During the official VisionPDX launch on April 1st, 2006, E.C.O. coordinated with EcoTV, City Repair, and local community sustainability stakeholders who came together for Sustainable Community Convergence. At this event, visions of community members were collected with our original Vision Harvester Kiosk, and eventually presented to the City Council. Since increased community networking was an expressed value, this project puts a plan into action to directly engage and network the 4800+ households of the pilot Richmond neighborhood.

E.C.O. will establish the Empowering Community Organizer position to connect with businesses, organizations, and citizens face-to-face. In doing so, the resources, concerns, and visions of the community are mapped and made accessible online via the Eco-mUNITY website and through the six bike-powered kiosks that are to be implemented throughout the Richmond neighborhood.

The Eco-mUNITY family of kiosks: Individual introductions coming soon.

While engaging the community in structured two-way conversations designed to educate citizens about existing and emerging tools for community collaboration, this E.C.O. will gather input and encourage businesses, organizations, and neighbors to participate by: engaging with existing entities; providing feedback about the project; providing demographic neighborhood information; developing applications or content for the kiosks; providing equipment, materials, internet, or labor for their local kiosk.

The interface will be an interactive 3-D world (metaverse), like Croquet and Wonderland. Croquet can best be demonstrated visually below:

Using free and open source software based on Squeak, the community is invited to develop plug-ins and content, though the out-of-the-box installations are robust and user-friendly. These kiosks display an interactive 3-D virtual map of the Richmond neighborhood to be used for education, communication, listing resources, and collaborative modeling of future possibilities for the Richmond community. This may sound difficult, but kids are able to create objects and content quite easily and intuitively.

Johnny Lee demonstrated the initial platform for this type of collaborative work using a collaborative whiteboard hack with the Wii remote and sensor.

The Open-Source movement has generated a quite effective foundation for economy:

Eco-mUNITY kiosks are collaborative community workspaces which include wi-fi enabled computer interfaces built into sturdy structures enabling a variety of different collaboration modes. The importance of such collaboration and the introduction of open-source software to these collaboration frameworks is discussed here:

Eco-mUNITY kiosks bring communities together. The synergy created by this simple fact has created the capacity for a new level of collective action. The purpose of the kiosk is to facilitate this collaboration between local and non-local communities. The structure is designed to bring people together to collaborate, produce virtual art, vote on community issues, teach classes, and exercise while generating power for the electronic devices.
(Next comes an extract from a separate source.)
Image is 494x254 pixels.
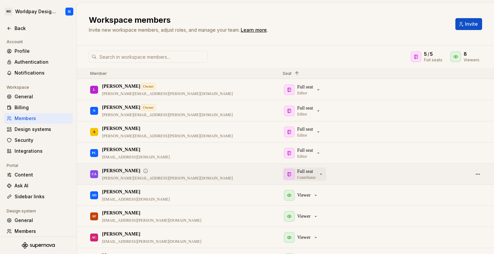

The kiosk idea is powerful, freeing a person from having to buy and carry the electronic devices to create virtual content. However, the power of this next phase of the internet is that the infrastructure is being used to build and organize community, which is synergistic within eCo-Munity because the metaverse is created by visitors through an interactive 3-D interactive operating system. Below you will find an early eCo-Munity N-Power Station prototype, the predecessor to the Eco-mUNITY kiosk.